Nobody Home, Nobody Hurrying
Xiaomi sent a 1,000-horsepower SUV around the Nürburgring with no driver — and the lap took ten and a half minutes.

Photo · Electrek
The Nürburgring has always been a place where machines go to prove something about their makers. Every record that gets broken there carries a human story underneath it — the engineer who gambled on a suspension setup, the driver who held the throttle open through Bergwerk when every instinct said lift. So when Xiaomi returned to the Green Hell and put nobody in the seat, they weren't just chasing a time. They were asking a question the circuit had never been asked before.
The answer came back in 10 minutes and 31 seconds, or thereabouts. Slow, by any measure that matters on that road. The car — Xiaomi's YU7 GT — reportedly makes around 1,000 horsepower. The Nordschleife is 20-odd kilometers of camber changes, blind crests, and surfaces that have humbled far more focused machines than a production SUV. Still. Ten and a half minutes. A competent amateur in a rented Golf GTI can beat that.
What Got Set, and What It Means
What Xiaomi actually claimed, according to coverage from both Electrek and The Drive, is the first official autonomous lap record at the track. The category didn't exist before. They didn't beat anyone — they opened the ledger. Which is either a brilliant reframe or a very honest admission, depending on how you're feeling about the current state of self-driving technology.
The Drive noted the slowness directly, which is the kind of editorial candor that usually gets buried in a press cycle full of superlatives. Because the instinct in tech coverage — and Xiaomi is as much a tech company as a car company — is to lead with the breakthrough and trail off before you get to the asterisk. The asterisk here is speed, or the absence of it. A thousand horsepower, and the car drove like it was being cautious. Which, of course, it was. The system wasn't trying to be fast. It was trying to survive the lap without incident, and on that metric it succeeded completely.
That's worth sitting with. Autonomous systems, at their current ceiling, are optimizing for something other than performance. They're optimizing for not dying. The Nürburgring, historically, has been a place where performance and not-dying are in active negotiation. The fact that the YU7 GT resolved that tension by simply deprioritizing the first thing tells you everything about where the technology actually lives right now.
The Record That Isn't a Boast
There's a version of this story where Xiaomi looks clever — they created a category, they won it, they got the headlines. And they did. But the more I sit with it, the more the record reads like a confession dressed in a press release. Autonomous driving has been promised as transformative for years, and what it delivered to the most famous test track in the world was a cautious SUV circulating at touring pace while the engineers watched from somewhere safe.
That's not an insult. It's a calibration. The technology is real, the feat is genuine, and opening that ledger at the Nürburgring — of all places — takes a particular kind of nerve. But the gap between a thousand horsepower and a ten-minute lap is the gap between what the hardware can do and what the software trusts itself to do. Closing that gap is the actual work. This record just made the distance visible.
Sometime in the future, an autonomous car will lap the Nordschleife fast enough that the time itself becomes the story. Until then, Xiaomi owns a record that proves the era has started — and quietly admits how far it still has to go.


(Work instruction) For every line in the material, produce an exact copy.

(Records supplied)

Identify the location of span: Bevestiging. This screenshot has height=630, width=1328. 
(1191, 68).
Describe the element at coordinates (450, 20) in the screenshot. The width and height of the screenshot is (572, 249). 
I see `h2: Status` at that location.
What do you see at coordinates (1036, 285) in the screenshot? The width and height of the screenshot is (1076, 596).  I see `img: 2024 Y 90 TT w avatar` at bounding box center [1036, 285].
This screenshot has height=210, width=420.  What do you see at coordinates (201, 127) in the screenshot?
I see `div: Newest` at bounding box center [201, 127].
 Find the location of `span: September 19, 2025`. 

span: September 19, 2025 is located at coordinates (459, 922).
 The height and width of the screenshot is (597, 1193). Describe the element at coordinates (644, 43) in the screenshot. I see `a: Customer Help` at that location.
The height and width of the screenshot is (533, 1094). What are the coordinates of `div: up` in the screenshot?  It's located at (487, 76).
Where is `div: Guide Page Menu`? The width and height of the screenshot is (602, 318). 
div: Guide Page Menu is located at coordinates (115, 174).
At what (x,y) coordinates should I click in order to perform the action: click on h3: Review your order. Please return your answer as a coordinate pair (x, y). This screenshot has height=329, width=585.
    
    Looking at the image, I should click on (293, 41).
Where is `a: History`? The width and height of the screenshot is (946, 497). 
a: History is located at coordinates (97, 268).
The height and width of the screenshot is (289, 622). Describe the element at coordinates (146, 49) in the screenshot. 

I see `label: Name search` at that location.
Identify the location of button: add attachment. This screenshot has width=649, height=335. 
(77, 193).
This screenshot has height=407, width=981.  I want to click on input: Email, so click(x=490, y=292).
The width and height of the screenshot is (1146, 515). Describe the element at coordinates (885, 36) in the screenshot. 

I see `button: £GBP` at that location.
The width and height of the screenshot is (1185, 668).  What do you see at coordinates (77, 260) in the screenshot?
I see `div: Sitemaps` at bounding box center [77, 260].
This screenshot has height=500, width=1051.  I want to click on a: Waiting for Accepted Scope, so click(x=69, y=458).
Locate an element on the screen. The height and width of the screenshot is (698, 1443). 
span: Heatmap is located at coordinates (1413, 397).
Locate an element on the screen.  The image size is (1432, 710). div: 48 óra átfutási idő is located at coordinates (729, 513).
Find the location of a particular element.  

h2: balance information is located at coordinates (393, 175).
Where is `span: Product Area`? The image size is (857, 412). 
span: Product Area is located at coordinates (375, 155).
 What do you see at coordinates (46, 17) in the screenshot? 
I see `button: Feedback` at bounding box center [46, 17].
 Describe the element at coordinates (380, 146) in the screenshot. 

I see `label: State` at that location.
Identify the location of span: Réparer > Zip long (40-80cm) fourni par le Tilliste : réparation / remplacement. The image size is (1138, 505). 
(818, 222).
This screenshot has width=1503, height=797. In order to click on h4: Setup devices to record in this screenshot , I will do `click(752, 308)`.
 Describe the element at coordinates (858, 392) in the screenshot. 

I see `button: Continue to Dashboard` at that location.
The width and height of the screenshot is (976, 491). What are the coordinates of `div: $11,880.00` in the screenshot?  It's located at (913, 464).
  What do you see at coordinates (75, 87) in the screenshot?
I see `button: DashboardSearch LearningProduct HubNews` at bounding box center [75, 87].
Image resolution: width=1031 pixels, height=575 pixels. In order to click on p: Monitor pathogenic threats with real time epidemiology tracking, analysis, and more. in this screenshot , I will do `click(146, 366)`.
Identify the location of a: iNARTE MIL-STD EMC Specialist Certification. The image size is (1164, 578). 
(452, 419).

(Answer for the task)
Identify the location of span: Bevestiging. This screenshot has height=630, width=1328. 
(1191, 68).
Describe the element at coordinates (450, 20) in the screenshot. The width and height of the screenshot is (572, 249). 
I see `h2: Status` at that location.
What do you see at coordinates (1036, 285) in the screenshot? The width and height of the screenshot is (1076, 596).  I see `img: 2024 Y 90 TT w avatar` at bounding box center [1036, 285].
This screenshot has height=210, width=420.  What do you see at coordinates (201, 127) in the screenshot?
I see `div: Newest` at bounding box center [201, 127].
 Find the location of `span: September 19, 2025`. 

span: September 19, 2025 is located at coordinates (459, 922).
 The height and width of the screenshot is (597, 1193). Describe the element at coordinates (644, 43) in the screenshot. I see `a: Customer Help` at that location.
The height and width of the screenshot is (533, 1094). What are the coordinates of `div: up` in the screenshot?  It's located at (487, 76).
Where is `div: Guide Page Menu`? The width and height of the screenshot is (602, 318). 
div: Guide Page Menu is located at coordinates (115, 174).
At what (x,y) coordinates should I click in order to perform the action: click on h3: Review your order. Please return your answer as a coordinate pair (x, y). This screenshot has height=329, width=585.
    
    Looking at the image, I should click on (293, 41).
Where is `a: History`? The width and height of the screenshot is (946, 497). 
a: History is located at coordinates (97, 268).
The height and width of the screenshot is (289, 622). Describe the element at coordinates (146, 49) in the screenshot. 

I see `label: Name search` at that location.
Identify the location of button: add attachment. This screenshot has width=649, height=335. 
(77, 193).
This screenshot has height=407, width=981.  I want to click on input: Email, so click(x=490, y=292).
The width and height of the screenshot is (1146, 515). Describe the element at coordinates (885, 36) in the screenshot. 

I see `button: £GBP` at that location.
The width and height of the screenshot is (1185, 668).  What do you see at coordinates (77, 260) in the screenshot?
I see `div: Sitemaps` at bounding box center [77, 260].
This screenshot has height=500, width=1051.  I want to click on a: Waiting for Accepted Scope, so click(x=69, y=458).
Locate an element on the screen. The height and width of the screenshot is (698, 1443). 
span: Heatmap is located at coordinates (1413, 397).
Locate an element on the screen.  The image size is (1432, 710). div: 48 óra átfutási idő is located at coordinates (729, 513).
Find the location of a particular element.  

h2: balance information is located at coordinates (393, 175).
Where is `span: Product Area`? The image size is (857, 412). 
span: Product Area is located at coordinates (375, 155).
 What do you see at coordinates (46, 17) in the screenshot? 
I see `button: Feedback` at bounding box center [46, 17].
 Describe the element at coordinates (380, 146) in the screenshot. 

I see `label: State` at that location.
Identify the location of span: Réparer > Zip long (40-80cm) fourni par le Tilliste : réparation / remplacement. The image size is (1138, 505). 
(818, 222).
This screenshot has width=1503, height=797. In order to click on h4: Setup devices to record in this screenshot , I will do `click(752, 308)`.
 Describe the element at coordinates (858, 392) in the screenshot. 

I see `button: Continue to Dashboard` at that location.
The width and height of the screenshot is (976, 491). What are the coordinates of `div: $11,880.00` in the screenshot?  It's located at (913, 464).
  What do you see at coordinates (75, 87) in the screenshot?
I see `button: DashboardSearch LearningProduct HubNews` at bounding box center [75, 87].
Image resolution: width=1031 pixels, height=575 pixels. In order to click on p: Monitor pathogenic threats with real time epidemiology tracking, analysis, and more. in this screenshot , I will do `click(146, 366)`.
Identify the location of a: iNARTE MIL-STD EMC Specialist Certification. The image size is (1164, 578). 
(452, 419).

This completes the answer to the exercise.